Vaccine campaign in sub-Saharan Africa reduces meningitis by 94 per cent

Meningitis can be caused by several species of bacteria, but one of the most important is the meningococcus. In a region of sub-Saharan Africa known as the African meningitis belt, stretching from Senegal in the west to Ethiopia in the east, outbreaks of meningococcal meningitis are regular and deadly. The largest recent outbreak was in 2009 and involved 14 countries, with more than 88 000 suspected cases and more than 5000 deaths.

The study looked at the effectiveness of a vaccine, PsA-TT, which targets the meningococcus sub-type serogroup A, the predominate cause of meningitis in this area. Approximately 1.8 million people aged between one and 29 years received a single dose of the vaccine, also known as MenAfriVac®, in three regions of Chad in December 2011.

Researchers from Africa and Europe measured the incidence of meningitis in Chad during the 2012 meningitis season and the number of people carrying the bacteria that cause the disease in their throat. In the areas where mass vaccination had taken place, no cases of serogroup A meningococcal meningitis were detected during the 2012 season.

The incidence of meningitis of any kind in these areas was less than three cases for every 100 000 people, compared with more than 40 cases per 100 000 in regions where mass vaccination had not been undertaken - a difference of 94 per cent. 

Carriage of the disease-causing bacteria was also dramatically reduced: two to four months before vaccination, 32 serogroup A carriers were identified in 4278 people tested through throat swabs. Four to six months after vaccination, only one out of 5001 people tested in the same community was found to be carrying serogroup A.

Study author, Professor Sir Brian Greenwood from the London School of Hygiene and Tropical Medicine (who has studied meningococcal meningitis in Africa since the early 1970s), said: "This is one of the most dramatic outcomes from a public health intervention that I have seen during a long career of research in Africa. There are now real prospects that the devastating effects of this infection in Africa can be prevented.''

Infants, children and young adults are most at risk of meningitis, an inflammation of the membrane around the brain and spinal cord that can cause death or disability, including deafness, paralysis and limb infection leading to amputation. The bacteria are passed from person to person through droplets from the throat via coughing, sneezing or other close contact.

The affordable PsA-TT vaccine was developed by the Meningitis Vaccine Project - a partnership between WHO and PATH - with funding from the Bill & Melinda Gates Foundation. The vaccine was first rolled out in Burkina Faso in 2010, but evaluating its impact there was difficult as there were few serogroup A infections occurring at the time the vaccine was introduced.

The evaluation study, funded by the Bill & Melinda Gates Foundation, the Wellcome Trust and Médecins sans Frontières, is the first to demonstrate unequivocally the high level of effectiveness of PsA-TT in preventing serogroup A epidemic meningococcal meningitis disease and carriage of the bacteria.

Dr Jean-Marie Okwo-Bele, Director of the WHO Department of Immunization, Vaccines and Biologicals, said: "This is an extremely encouraging signal for those countries that have yet to introduce the vaccine. We are not even halfway done with introducing this revolutionary new vaccine across the meningitis belt of Africa, yet we already have extraordinary results."

The authors say several more years of surveillance are needed to establish how long the vaccine remains effective in preventing epidemics and whether other groups of meningococci replace the ousted serogroup A meningococcus.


* EXERCISE OBJECTIVE
If any record holds an image, omit the image and print the rest exactly.

Figure record extracts
--- START ---

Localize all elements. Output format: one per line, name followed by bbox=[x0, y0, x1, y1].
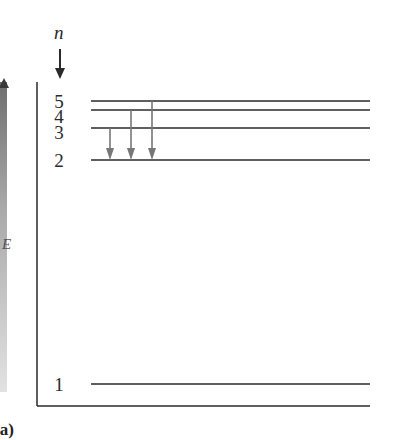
figure-label: (a) bbox=[0, 420, 14, 440]
level-number-n1: 1 bbox=[52, 375, 66, 394]
transition-arrow-3-to-2 bbox=[106, 128, 114, 160]
level-number-n2: 2 bbox=[52, 151, 66, 170]
arrowhead-icon bbox=[106, 148, 114, 160]
arrowhead-icon bbox=[127, 148, 135, 160]
arrowhead-icon bbox=[148, 148, 156, 160]
transition-arrow-4-to-2 bbox=[127, 110, 135, 160]
level-lines bbox=[91, 101, 370, 384]
level-number-n3: 3 bbox=[52, 123, 66, 142]
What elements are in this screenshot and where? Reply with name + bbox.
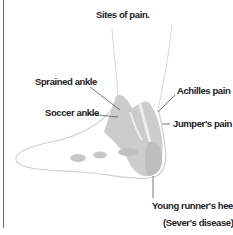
achilles-pain-label: Achilles pain	[177, 85, 230, 96]
severs-disease-label: (Sever's disease)	[163, 217, 233, 228]
jumpers-pain-label: Jumper's pain	[173, 118, 232, 129]
young-runners-heel-label: Young runner's heel	[152, 200, 233, 211]
title-label: Sites of pain.	[96, 9, 150, 20]
soccer-ankle-label: Soccer ankle	[45, 107, 99, 118]
sprained-ankle-label: Sprained ankle	[35, 76, 97, 87]
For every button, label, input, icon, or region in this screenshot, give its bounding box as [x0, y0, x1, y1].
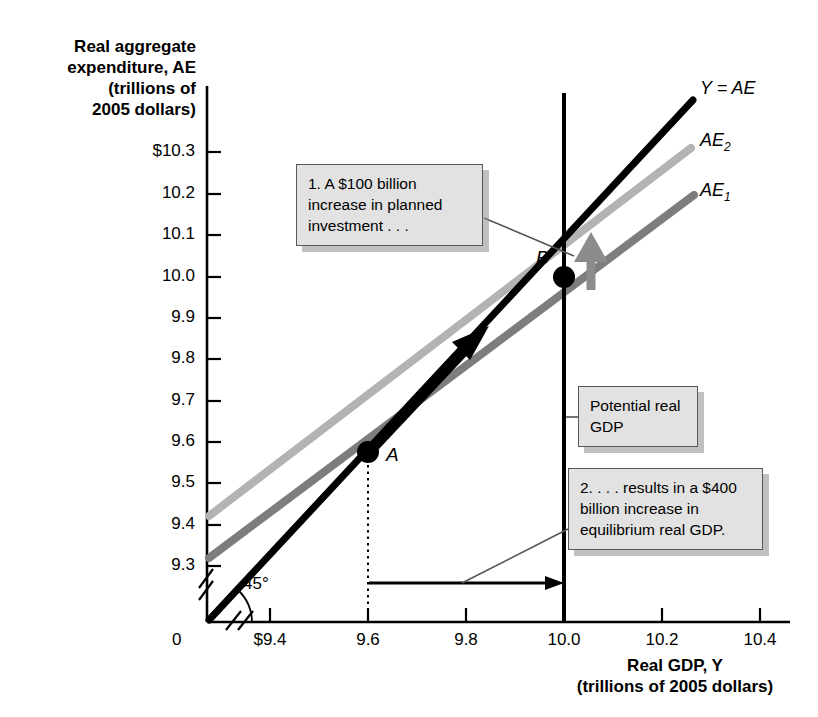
aggregate-expenditure-chart: Real aggregate expenditure, AE (trillion…: [0, 0, 818, 717]
y-tick-label: 10.1: [105, 224, 195, 244]
y-tick-label: 9.7: [105, 390, 195, 410]
curve-label-ae1-text: AE: [700, 180, 724, 200]
curve-label-ae1-subscript: 1: [724, 190, 731, 204]
x-tick-label: 10.0: [529, 630, 599, 650]
y-axis-title: Real aggregate expenditure, AE (trillion…: [18, 36, 196, 120]
y-tick-label: 9.6: [105, 431, 195, 451]
curve-label-ae2: AE2: [700, 130, 731, 154]
forty-five-degree-arc: [238, 590, 252, 622]
curve-label-ae2-subscript: 2: [724, 140, 731, 154]
origin-label: 0: [172, 630, 181, 650]
callout-potential-real-gdp: Potential real GDP: [578, 386, 698, 447]
gdp-increase-arrow: [369, 576, 564, 590]
x-tick-label: 10.2: [627, 630, 697, 650]
callout-2-leader-line: [462, 529, 568, 583]
callout-1-leader-line: [484, 218, 574, 256]
curve-label-ae2-text: AE: [700, 130, 724, 150]
callout-equilibrium-gdp-increase: 2. . . . results in a $400 billion incre…: [568, 468, 763, 550]
x-axis-title: Real GDP, Y (trillions of 2005 dollars): [540, 655, 810, 697]
y-tick-label: 9.8: [105, 348, 195, 368]
x-tick-label: 10.4: [725, 630, 795, 650]
x-axis-ticks: [270, 608, 760, 622]
x-tick-label: 9.8: [431, 630, 501, 650]
curve-label-ae1: AE1: [700, 180, 731, 204]
curve-label-y-equals-ae: Y = AE: [700, 78, 756, 99]
y-tick-label: 10.2: [105, 183, 195, 203]
x-tick-label: $9.4: [235, 630, 305, 650]
y-tick-label: 9.5: [105, 472, 195, 492]
y-tick-label: 9.9: [105, 307, 195, 327]
point-b-label: B: [536, 247, 549, 269]
forty-five-degree-label: 45°: [243, 574, 269, 594]
point-b-marker: [553, 266, 575, 288]
y-tick-label: 9.4: [105, 514, 195, 534]
point-a-marker: [357, 441, 379, 463]
y-tick-label: 10.0: [105, 266, 195, 286]
y-tick-label: 9.3: [105, 555, 195, 575]
point-a-label: A: [386, 444, 399, 466]
x-tick-label: 9.6: [333, 630, 403, 650]
y-tick-label: $10.3: [105, 141, 195, 161]
callout-planned-investment: 1. A $100 billion increase in planned in…: [296, 164, 483, 246]
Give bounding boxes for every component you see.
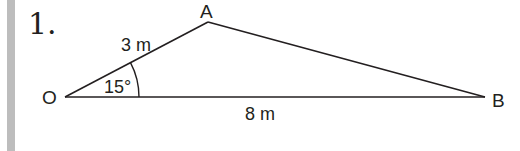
angle-label: 15° xyxy=(104,77,131,97)
vertex-label-o: O xyxy=(42,87,57,108)
side-ab xyxy=(208,22,485,97)
angle-arc xyxy=(131,63,140,97)
vertex-label-b: B xyxy=(492,90,505,111)
triangle-diagram: 1. O A B 3 m 8 m 15° xyxy=(0,0,520,151)
problem-number: 1. xyxy=(28,6,57,41)
side-label-oa: 3 m xyxy=(121,35,151,55)
side-oa xyxy=(65,22,208,97)
side-label-ob: 8 m xyxy=(245,104,275,124)
vertex-label-a: A xyxy=(200,1,213,22)
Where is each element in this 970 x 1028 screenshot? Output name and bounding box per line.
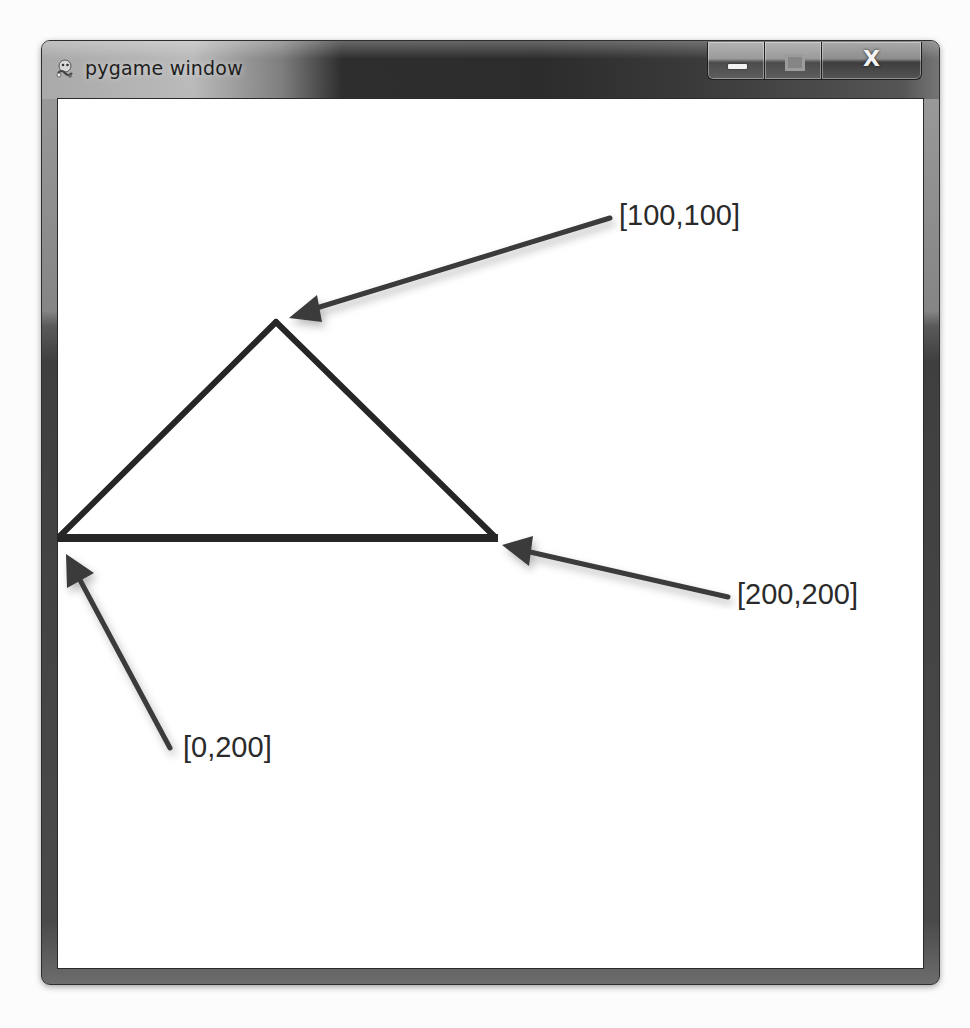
maximize-button[interactable] xyxy=(765,42,822,80)
label-left-vertex: [0,200] xyxy=(183,731,272,764)
label-top-vertex: [100,100] xyxy=(619,199,740,232)
window-title: pygame window xyxy=(85,57,243,79)
pygame-canvas[interactable] xyxy=(57,98,924,969)
close-button[interactable]: X xyxy=(822,42,922,80)
label-right-vertex: [200,200] xyxy=(737,578,858,611)
close-icon: X xyxy=(822,46,921,71)
maximize-icon xyxy=(785,54,805,71)
screen: pygame window X xyxy=(0,0,970,1028)
minimize-icon xyxy=(728,64,747,69)
pygame-snake-icon xyxy=(54,58,76,80)
title-bar[interactable]: pygame window X xyxy=(42,41,939,99)
pygame-window: pygame window X xyxy=(41,40,940,985)
window-controls: X xyxy=(707,42,922,80)
minimize-button[interactable] xyxy=(707,42,765,80)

--- END ---

* SOLUTION TO THE EXERCISE
Localize all elements. Output format: one per line, name followed by bbox=[x0, y0, x1, y1].
figure-label: (a) bbox=[0, 420, 14, 440]
level-number-n1: 1 bbox=[52, 375, 66, 394]
transition-arrow-3-to-2 bbox=[106, 128, 114, 160]
level-number-n2: 2 bbox=[52, 151, 66, 170]
arrowhead-icon bbox=[106, 148, 114, 160]
arrowhead-icon bbox=[127, 148, 135, 160]
arrowhead-icon bbox=[148, 148, 156, 160]
transition-arrow-4-to-2 bbox=[127, 110, 135, 160]
level-lines bbox=[91, 101, 370, 384]
level-number-n3: 3 bbox=[52, 123, 66, 142]
What elements are in this screenshot and where? Reply with name + bbox.
achilles-pain-label: Achilles pain	[177, 85, 230, 96]
severs-disease-label: (Sever's disease)	[163, 217, 233, 228]
jumpers-pain-label: Jumper's pain	[173, 118, 232, 129]
young-runners-heel-label: Young runner's heel	[152, 200, 233, 211]
title-label: Sites of pain.	[96, 9, 150, 20]
soccer-ankle-label: Soccer ankle	[45, 107, 99, 118]
sprained-ankle-label: Sprained ankle	[35, 76, 97, 87]
For every button, label, input, icon, or region in this screenshot, give its bounding box as [x0, y0, x1, y1].
aggregate-expenditure-chart: Real aggregate expenditure, AE (trillion…: [0, 0, 818, 717]
y-tick-label: 10.1: [105, 224, 195, 244]
y-tick-label: 9.7: [105, 390, 195, 410]
curve-label-ae1-text: AE: [700, 180, 724, 200]
curve-label-ae1-subscript: 1: [724, 190, 731, 204]
x-tick-label: 10.0: [529, 630, 599, 650]
y-axis-title: Real aggregate expenditure, AE (trillion…: [18, 36, 196, 120]
y-tick-label: 9.6: [105, 431, 195, 451]
curve-label-ae2: AE2: [700, 130, 731, 154]
forty-five-degree-arc: [238, 590, 252, 622]
curve-label-ae2-subscript: 2: [724, 140, 731, 154]
origin-label: 0: [172, 630, 181, 650]
callout-potential-real-gdp: Potential real GDP: [578, 386, 698, 447]
gdp-increase-arrow: [369, 576, 564, 590]
x-tick-label: 10.2: [627, 630, 697, 650]
callout-2-leader-line: [462, 529, 568, 583]
callout-1-leader-line: [484, 218, 574, 256]
curve-label-ae2-text: AE: [700, 130, 724, 150]
callout-equilibrium-gdp-increase: 2. . . . results in a $400 billion incre…: [568, 468, 763, 550]
x-axis-title: Real GDP, Y (trillions of 2005 dollars): [540, 655, 810, 697]
y-tick-label: 9.8: [105, 348, 195, 368]
x-tick-label: 10.4: [725, 630, 795, 650]
x-axis-ticks: [270, 608, 760, 622]
x-tick-label: 9.8: [431, 630, 501, 650]
curve-label-ae1: AE1: [700, 180, 731, 204]
curve-label-y-equals-ae: Y = AE: [700, 78, 756, 99]
y-tick-label: 10.2: [105, 183, 195, 203]
x-tick-label: $9.4: [235, 630, 305, 650]
y-tick-label: 9.5: [105, 472, 195, 492]
y-tick-label: 9.9: [105, 307, 195, 327]
point-b-label: B: [536, 247, 549, 269]
forty-five-degree-label: 45°: [243, 574, 269, 594]
point-b-marker: [553, 266, 575, 288]
y-tick-label: 9.4: [105, 514, 195, 534]
point-a-marker: [357, 441, 379, 463]
y-tick-label: 10.0: [105, 266, 195, 286]
y-tick-label: 9.3: [105, 555, 195, 575]
point-a-label: A: [386, 444, 399, 466]
x-tick-label: 9.6: [333, 630, 403, 650]
y-tick-label: $10.3: [105, 141, 195, 161]
callout-planned-investment: 1. A $100 billion increase in planned in…: [296, 164, 483, 246]
Give bounding boxes for every component you see.
angle-label: 15° xyxy=(104,77,131,97)
vertex-label-o: O xyxy=(42,87,57,108)
side-ab xyxy=(208,22,485,97)
angle-arc xyxy=(131,63,140,97)
vertex-label-b: B xyxy=(492,90,505,111)
triangle-diagram: 1. O A B 3 m 8 m 15° xyxy=(0,0,520,151)
problem-number: 1. xyxy=(28,6,57,41)
side-label-oa: 3 m xyxy=(121,35,151,55)
side-oa xyxy=(65,22,208,97)
side-label-ob: 8 m xyxy=(245,104,275,124)
vertex-label-a: A xyxy=(200,1,213,22)
Where is each element in this 970 x 1028 screenshot? Output name and bounding box per line.
maximize-button[interactable] xyxy=(765,42,822,80)
label-left-vertex: [0,200] xyxy=(183,731,272,764)
label-top-vertex: [100,100] xyxy=(619,199,740,232)
window-title: pygame window xyxy=(85,57,243,79)
pygame-canvas[interactable] xyxy=(57,98,924,969)
close-button[interactable]: X xyxy=(822,42,922,80)
label-right-vertex: [200,200] xyxy=(737,578,858,611)
close-icon: X xyxy=(822,46,921,71)
maximize-icon xyxy=(785,54,805,71)
screen: pygame window X xyxy=(0,0,970,1028)
minimize-icon xyxy=(728,64,747,69)
pygame-snake-icon xyxy=(54,58,76,80)
title-bar[interactable]: pygame window X xyxy=(42,41,939,99)
pygame-window: pygame window X xyxy=(41,40,940,985)
window-controls: X xyxy=(707,42,922,80)
minimize-button[interactable] xyxy=(707,42,765,80)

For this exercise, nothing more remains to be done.